I like this question mostly because I don’t know how to answer it. The speaker of this poem is a malevolent, two-faced nut. He is blood thirsty and just about out of control. There is no happy cleansing of the emotion, no calm tsk-tsk-ing of an inner voice, no moral at the end. I love the poems of Ted Hughes, an Englishman, and of Federico Lorca, a Spaniard, and they both wrote poems seeking the duende, or the ur-life of the body. This poem looks for blood which it confuses for justice. I don’t know if any of this is American. According to Achilles and Hamlet and Hollywood and every newspaper published today murderousness is alive and well most anytime and anywhere you turn. Perhaps the sloppiness of the poem is American but that doesn’t seem fair. I’ll take the blame for that.

Did you let anyone see drafts of this poem before you finished it? Is there an individual or a group with whom you regularly share work?

I kept this poem to myself but I do have a group of old friends and new friends whom I rely on for advice. I am supremely grateful to these readers for their insight and encouragement. I usually wait until I have a manuscript of 50 or so poems and then send it to them with a list of questions. They send me work too and it is always a delight and a privilege.

How does this poem differ from other poems of yours?

It seems a natural part of what I am interested in as a poet which is power. And helplessness. I am fascinated by what I cannot control or understand and that is most things--I love all the forces of nature that make up an ordinary life. They look like love and rage and death and sex and rivers and whatever happens in the springtime and whatever is going on in the sky. I like my place in all of this—a place transformed by all of these forces, a place of bewilderment. For the last two years I have been writing a biography of Abraham Lincoln in one poem after another. His life seems just such a swirling place. His life, like ours, is informed by circumstance and forces beyond any individual control and yet he navigated them with real cunning and grace. For a while.
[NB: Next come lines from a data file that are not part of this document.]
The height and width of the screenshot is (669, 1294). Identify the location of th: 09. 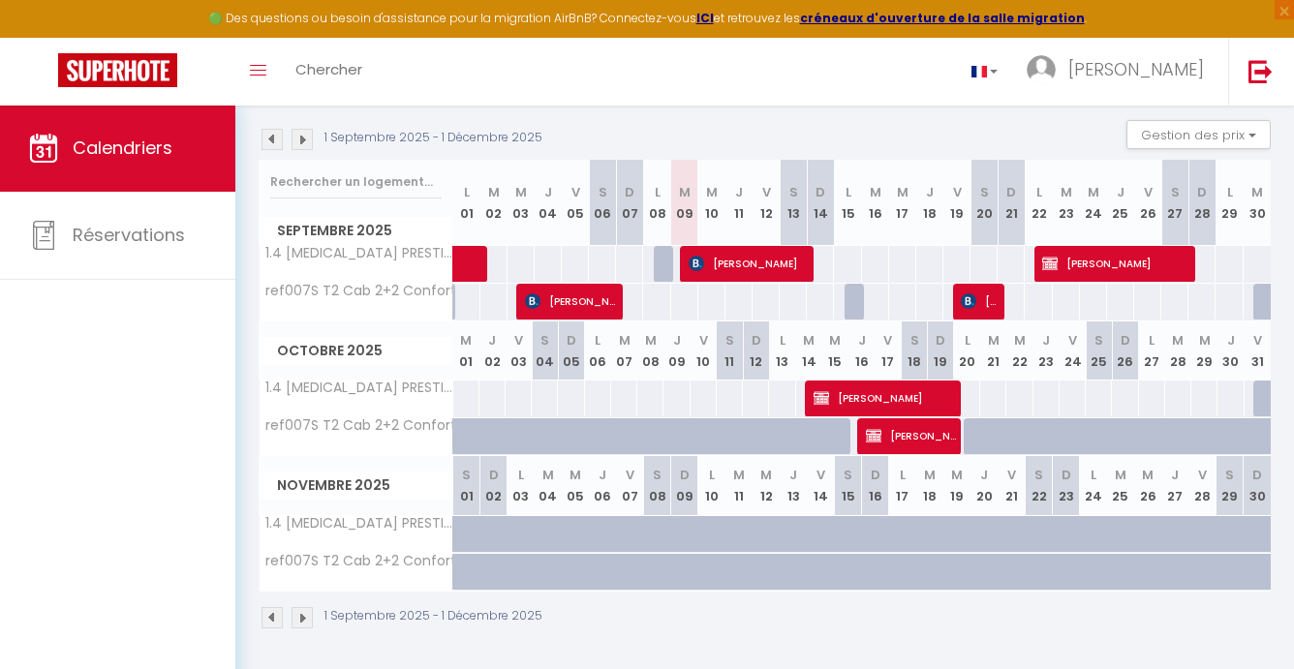
(685, 202).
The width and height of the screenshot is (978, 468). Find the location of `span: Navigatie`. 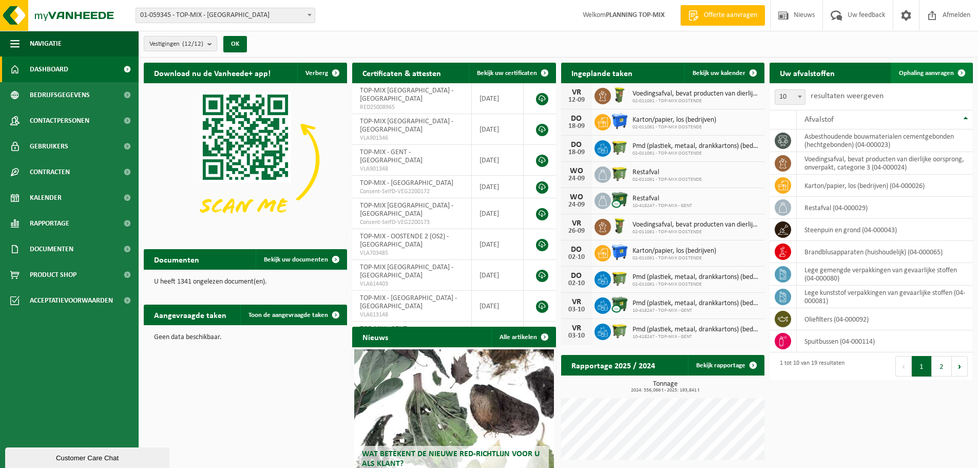

span: Navigatie is located at coordinates (46, 44).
And then those forces overwhelmed him and he was gone. Isn’t this our fate? And yet, he seems alive and well today in the same way that poems defy impossibility. In poems the dead rise up and walk and our lives sparkle with clarity, even beauty.

Was this poem finished or abandoned?

The purpose of that poem was to get me back into the house and to my senses and it worked. So it is finished.

5 comments:

  1. Who am I to argue with the poet's statement that the speaker is a "malevolent, two-faced nut"? But I would argue that he is simply, (though there's probably nothing simple about it), a human being caught up in the emotion that might build in any one of us when we are suddenly, inexplicably wronged. And I think he captures it brilliantly--that building up of rage as explosive as the suddenness of the fire. Terrific poem.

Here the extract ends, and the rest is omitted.